THE BLUE PLANET LIVE!
Esplanade Concert Hall
Friday (29 June 2012 )
This review was published in The Straits Times on 2 July 2012 with the title "Awesome dive into the oceans".
Using live music to accompany images projected
on a screen is not something new for the SSO. In 2001, the Eisenstein black and
white classic Alexander Nevsky was
screened to stirring music by Prokofiev. Two years ago, Debussy’s La Mer lent an added dimension to
stunning marine photography by SSO violinist William Tan. The Blue Planet Live!, a two hour documentary-concert adapted from
the BBC natural history series, is unsurprisingly the most spectacular
culmination of this genre.
Drawn from 7000 hours of film shot in 300
localities over 5 years, every minute provided its own thrills and spills.
Acclaimed film composer George Fenton’s score was memorable, wide-ranging in
style and vividly captured the spirit of the oceans. The sea is an awesome,
almost unfathomable and most unexplored expanse of our world, and its denizens
among the most curious and diverse.
It is also dangerous and unforgiving. An
advisory warned of the disturbing visual scenes of predatory animal behaviour,
and nothing quite prepares one for the carnage of a pod of orcas tearing into a
defenceless grey whale calf. Low brass and ominous percussion set the prefatory
mood. Equally gut-wrenching is seeing seal carcasses tossed like cabers by
captors before crashing limply into oblivion. The music was just as harrowing.
The sentiment changed considerably in The Frozen Oceans, where Arctic and Antarctic scenes
stitched together become seemingly inseparable geographically. A medley of
Christmas carols and melodies accompanied polar bear frolics and the belly-gliding
ballet or waddling march of penguins.
The plaintive flute and unaccompanied choir
provided a soothing nocturne to the verdant mass of kelp forests. Jazzy trumpet
and flugelhorn solos lit up Life In The
Flow, which highlighted some of the more quirky fauna, including the mass
migration of Christmas Island (once of Singapore) red crabs. Fact is indeed often
stranger than CGI.
Swift changes of scenarios prevented any
possibility of any subject from lingering longer than necessary, each preceded
by narrator Remesh Panicker’s calming baritone declamations. The orchestra
conducted by Joshua Kangming Tan was excellent throughout, whether capturing
the majesty of sailing marlins or sei whales gulping down breakfast. They were well
augmented by singers from the Hallelujah and Singapore Symphony Choruses
trained by Wong Lai Foon.
Their parts were mostly wordless until the final
number with Charles Trenet’s chanson La
Mer, which carried the vital ecological message of conservation. The heavy
price exacted by homo sapiens by pollution and over-fishing in our oceans will
mean that in fifty years, all the wondrous scenes seen this evening will be a
thing of the past. That was the one singular abiding message of The Blue Planet.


- REQUIRED ACTION: Leaving out the images, reproduce every line of the data that follows exactly.
DATA EXCERPTS: Begin
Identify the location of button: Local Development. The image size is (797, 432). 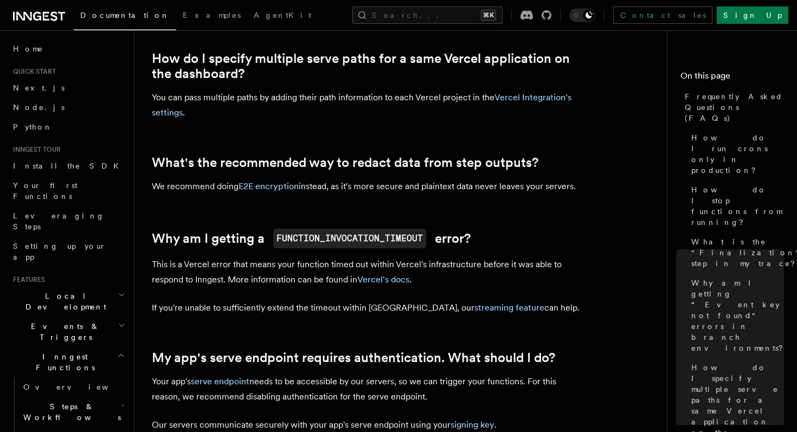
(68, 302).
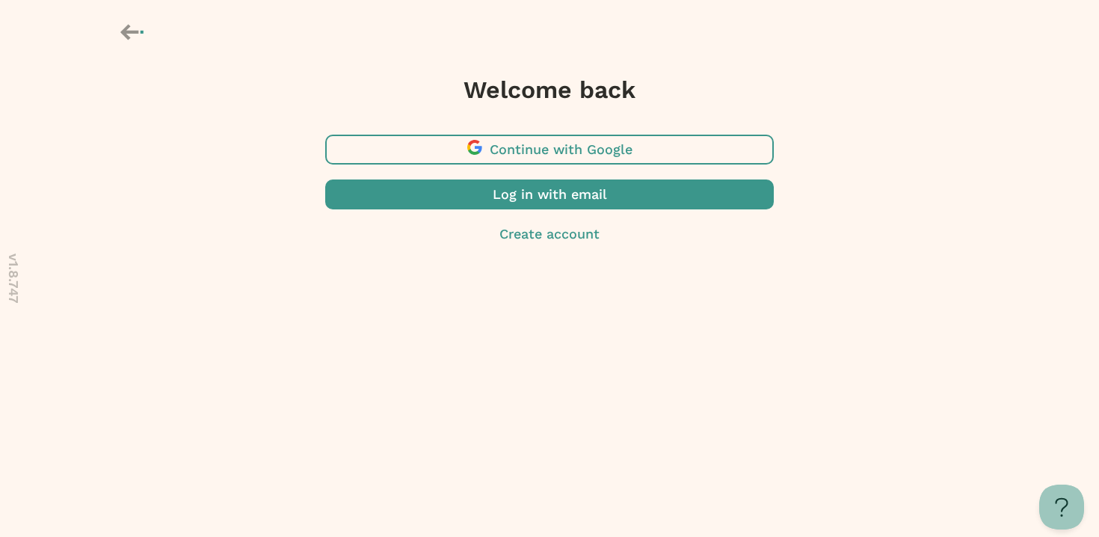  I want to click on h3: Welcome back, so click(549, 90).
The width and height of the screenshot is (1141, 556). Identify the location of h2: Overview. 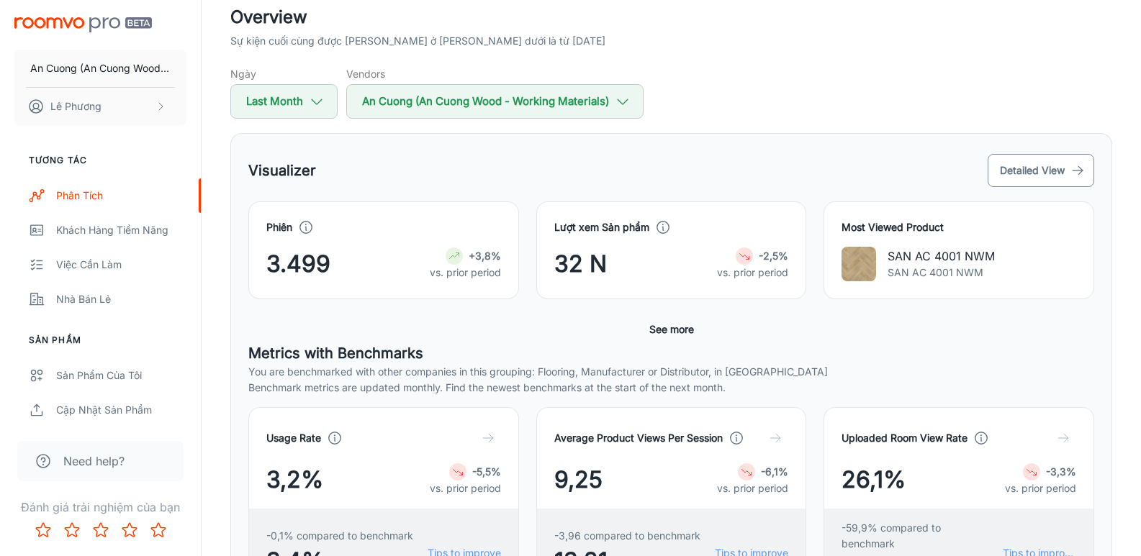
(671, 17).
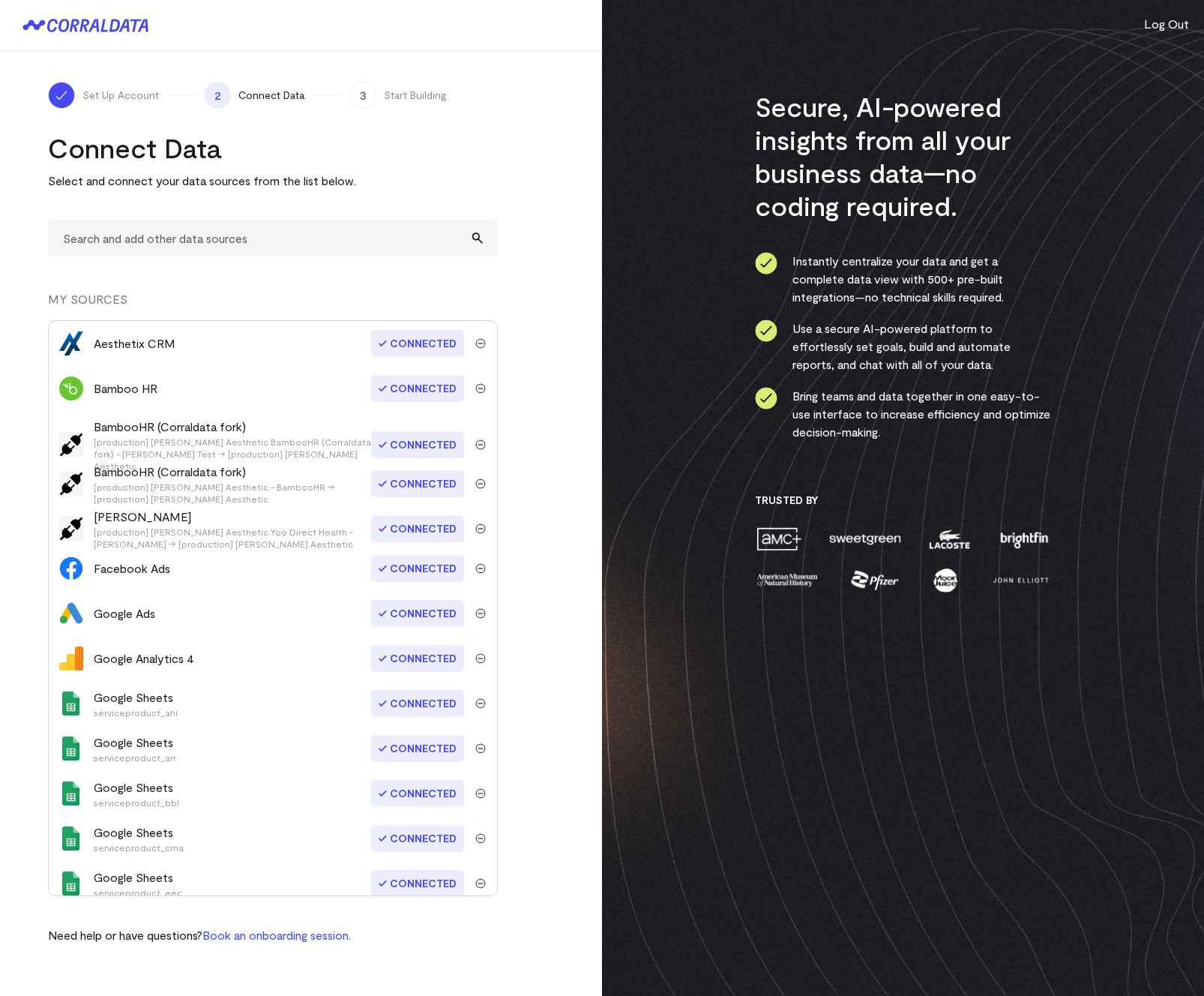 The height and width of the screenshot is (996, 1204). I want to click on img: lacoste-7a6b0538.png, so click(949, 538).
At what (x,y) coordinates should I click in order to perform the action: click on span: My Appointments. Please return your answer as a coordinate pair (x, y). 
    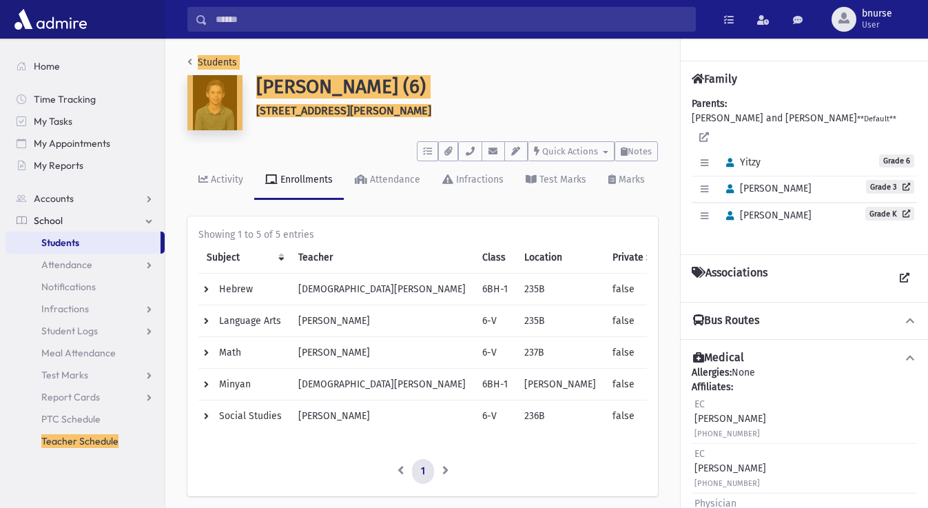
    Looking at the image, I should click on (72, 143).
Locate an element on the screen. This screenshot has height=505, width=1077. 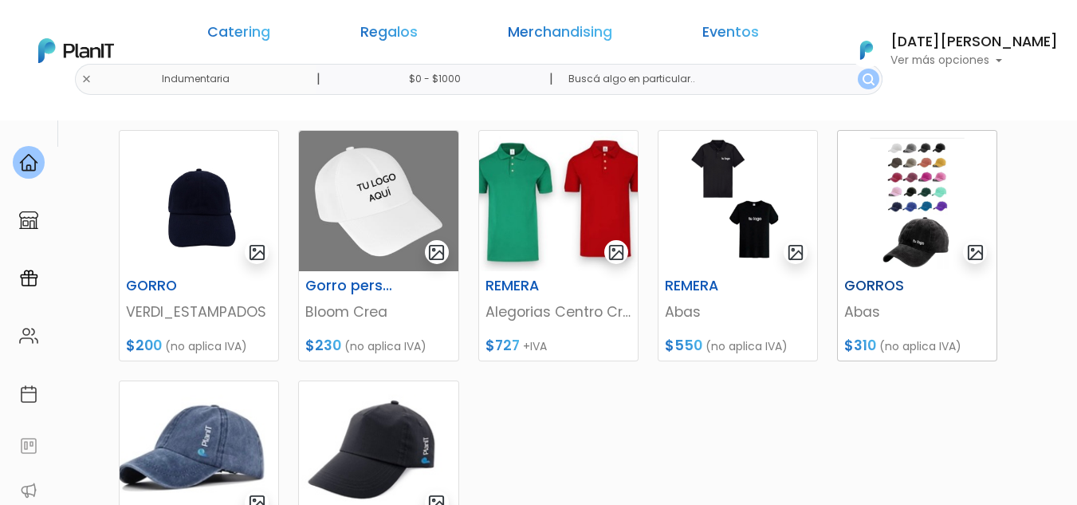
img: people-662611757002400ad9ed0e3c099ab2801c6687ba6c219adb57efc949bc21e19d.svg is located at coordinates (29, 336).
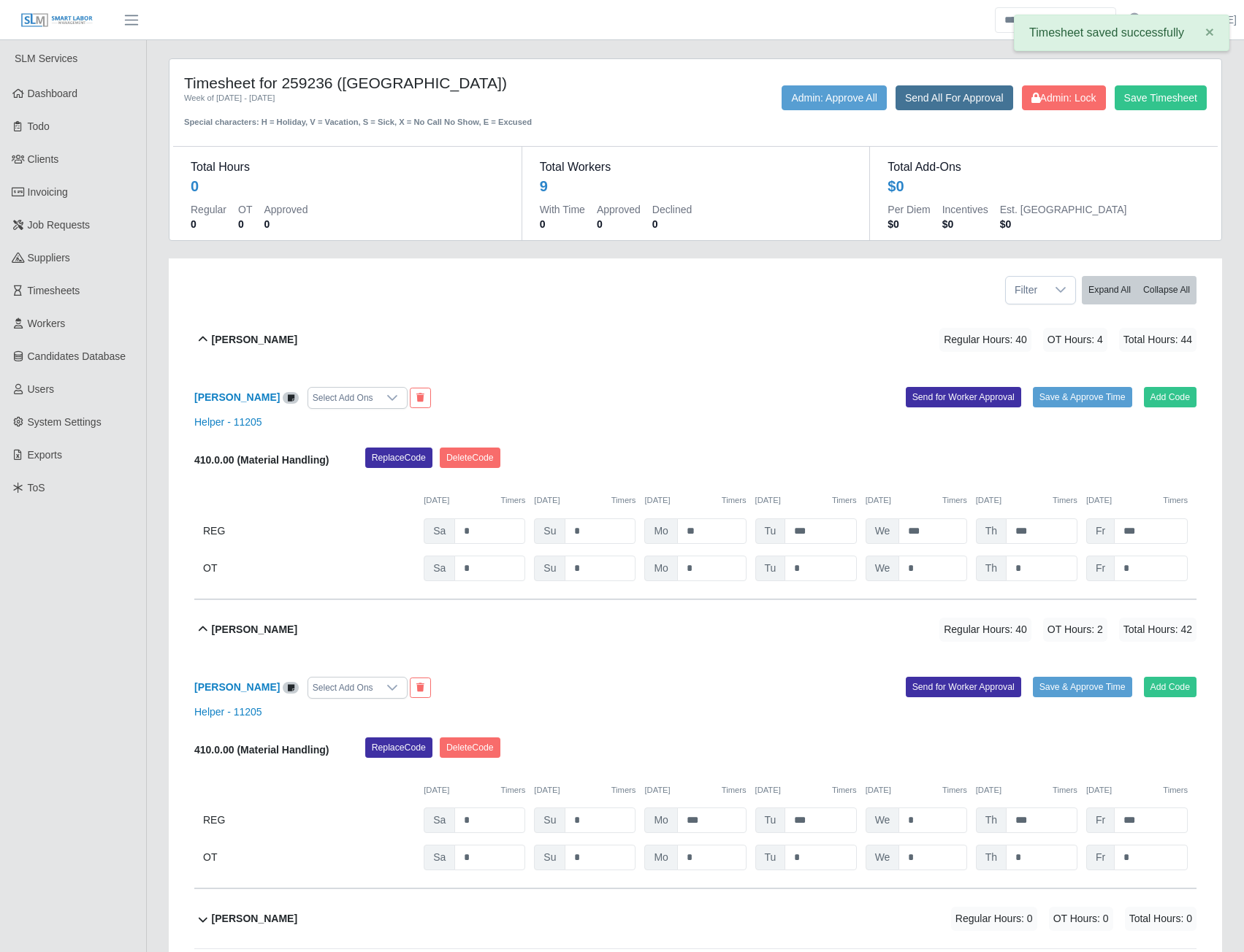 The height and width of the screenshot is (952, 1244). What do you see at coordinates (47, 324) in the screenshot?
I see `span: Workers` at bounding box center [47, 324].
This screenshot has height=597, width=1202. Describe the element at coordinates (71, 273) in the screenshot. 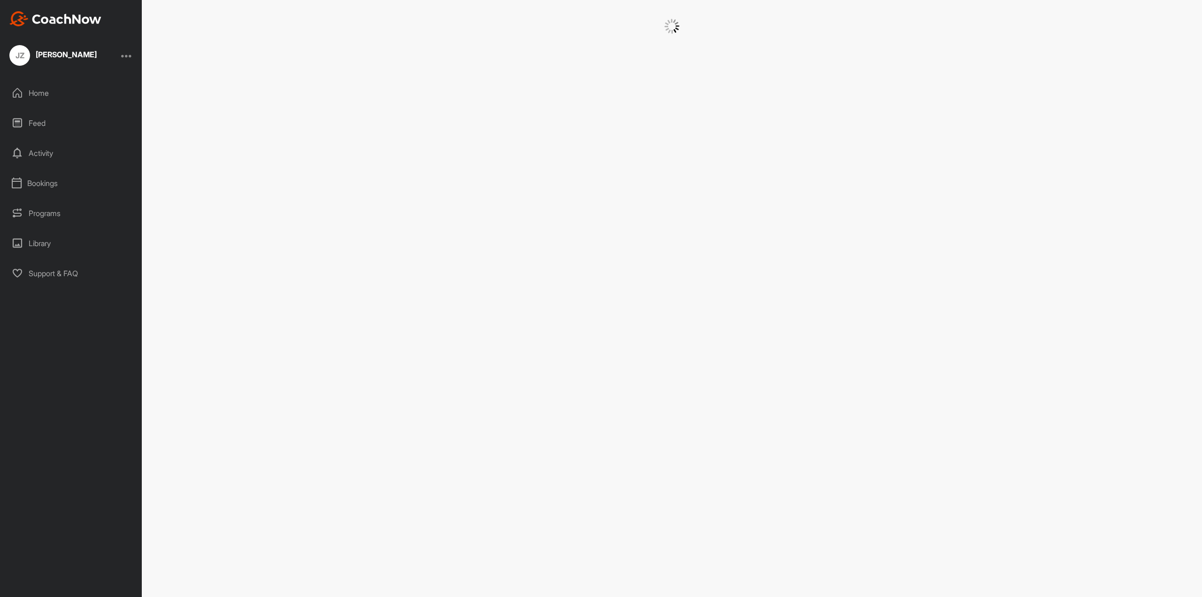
DATA EXCERPTS: End
- THE ANSWER:
Identify the location of button: Local Development. The image size is (797, 432). 
(68, 302).
  I want to click on h3: Welcome back, so click(549, 90).
The width and height of the screenshot is (1141, 556). Identify the location of h2: Overview. 
(671, 17).
 The height and width of the screenshot is (996, 1204). I want to click on img: lacoste-7a6b0538.png, so click(949, 538).
At what (x,y) coordinates should I click in order to perform the action: click on span: My Appointments. Please return your answer as a coordinate pair (x, y). 
    Looking at the image, I should click on (72, 143).
Locate an element on the screen. This screenshot has height=505, width=1077. 
img: people-662611757002400ad9ed0e3c099ab2801c6687ba6c219adb57efc949bc21e19d.svg is located at coordinates (29, 336).
 The height and width of the screenshot is (952, 1244). What do you see at coordinates (47, 324) in the screenshot?
I see `span: Workers` at bounding box center [47, 324].
This screenshot has height=597, width=1202. Describe the element at coordinates (71, 273) in the screenshot. 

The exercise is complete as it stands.